Here’s the thing: guest posting or relationship link-building entails respecting some rules.
One of those is that you cannot link to promotional links on your website (typically).
But when you write testimonials, you can link to your product pages or front page.
Or whatever page you want to increase exposure to according to your marketing goals.
This tactic works because 95% of people read product reviews before purchasing something.
So you can bet your clients’ prospects will do the same thing, thus discovering your products.
For example, Social Pilot has written multiple case studies about the businesses it helped.
Getting featured in one of those articles is guaranteed to bring you more visitors to your website:
7. Take Part in Podcasts or Conferences: Best for Short-Term Authority Boost
Participating in podcasts, expert roundups, and conferences boosts your authority in the short term, especially if these events are advertised properly.
Of course, the organizers should include a backlink to your website in the podcast notes.
Remember the inBeat case study we discussed above? Well, inBeat’s CEO David Morneau has also strived to increase his presence by:
- Taking part in podcasts like this one with Make Each Click Count:
- Giving interviews that help new business owners understand the importance of a business mindset, like this one for Niche Pursuits:
To increase exposure:
- Rally your marketing team to promote these events. Use your website, influencer marketing, or marketing emails.
- Make sure your audience understands why these events will benefit them first and foremost. Point to learning opportunities, actionable advice, or innovative tools they can discover in these events.
- Reach out to media outlets that are interested in the topic.
8. Leverage High-Volume Cold Outreach: Best for Steady Link Profile Diversification
Cold email outreach for backlinking is similar to cold outreach in sales.
But this time, your goal is to steadily increase your backlink profile by getting new mentions constantly.
Warning: You must message 400+ websites monthly because only a few sources will respond timely or at all.
Here’s how you do it:
- Think of a list of topics you can cover.
- Open Ahrefs Content Explorer Tool.
- Type in one of your topics in the search bar and add the right filters.
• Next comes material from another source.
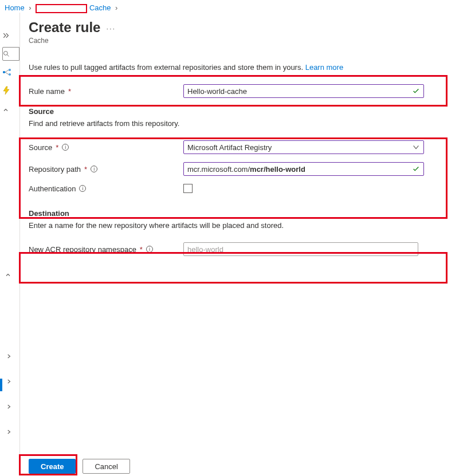 The height and width of the screenshot is (476, 471). I want to click on repo-path-bold: mcr/hello-world, so click(277, 170).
- Find the pages that deal with this topic.
- Sift through them, using metrics like reference domains and page traffic to discover high-quality websites.
- Start emailing the top contenders.
- Rinse and repeat for other topics.
- Then, repeat monthly.
Start Your White-Hat Link-Building Strategy
After reading all this, you have all the tools and insights to start your link-building strategy.
And be totally in control of it while also respecting Google’s guidelines.
Remember to start from your audience’s needs when writing content, developing new tools, or finding websites that can give you mentions.
Focus on your marketing goals too.
Some of the link-building techniques above focus on the long term, while others on the short term.
Some help you build authority, others are best for exposure, and others increase organic traffic to your product pages.
If you’re unsure where to start, schedule a FREE strategy meeting, and we’ll help you tailor a plan based on your specific situation.